The other day I automatically followed back a stranger and immediately received a direct message from them saying “Hi, thanks for the follow, wanna chat?”, the standard gambit of the solicitor of salacious pictures who will then demand money amid threats to post your images across all your social media accounts.
(All this, of course, from some guy in a call centre in Nigeria who bears no resemblance to your new “female” friend in the picture.)
It is in the world of politics where Twitter has become wholly unbearable, not just for the incessant braying of ideologues across the divide, but the genuinely stomach-churning images that are being circulated in the context of the war in Gaza.
In the past two weeks I have seen genuine images released by Israel of a dead baby under a sheet.

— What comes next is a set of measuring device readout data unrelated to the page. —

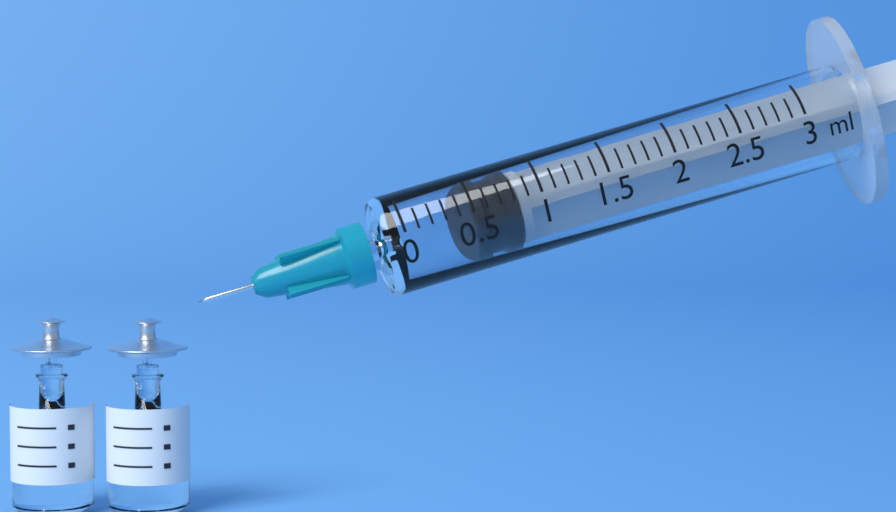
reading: 0.5 ml
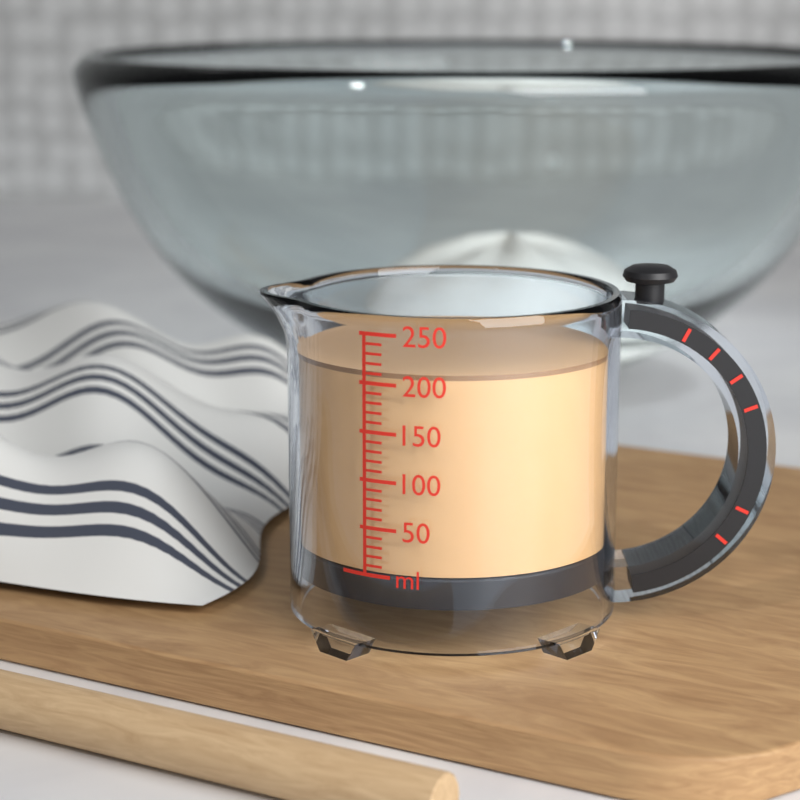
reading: 210 ml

I’ve seen a bashing video which apparently culminated with a beheading (I wouldn’t know for sure as I turned off just seconds in).
I’ve seen repeated images of babies in cages, which are bogus propaganda distributed by supporters of Israel to discredit Hamas, as if you need to fabricate things to discredit Hamas.
Last Friday, keen as I was to gauge public reaction to the re-release by Taylor Swift of her brilliant album 1989, I typed the hashtag #1989taylorsversion into Twitter and immediately saw two Palestinian toddlers being removed from a bombed apartment, the person who posted it using a pop singer’s name to distribute that material.
And apropos of nothing, I also saw what is effectively a snuff movie of an ice hockey player being killed on the rink by a rogue tackle.
Where’s Mr Hot Dog when you need him?
As a haggard old newspaper guy I have seen plenty of bad stuff. I don’t need to seek it out; or rather, be sought out by it.
It has become so repellent that I have decided to delete the app. If this is Elon Musk’s vision of free speech he can keep it for himself.
He should reflect on whether his brand of “social” media is making the world less social, less civil, less bearable than ever before.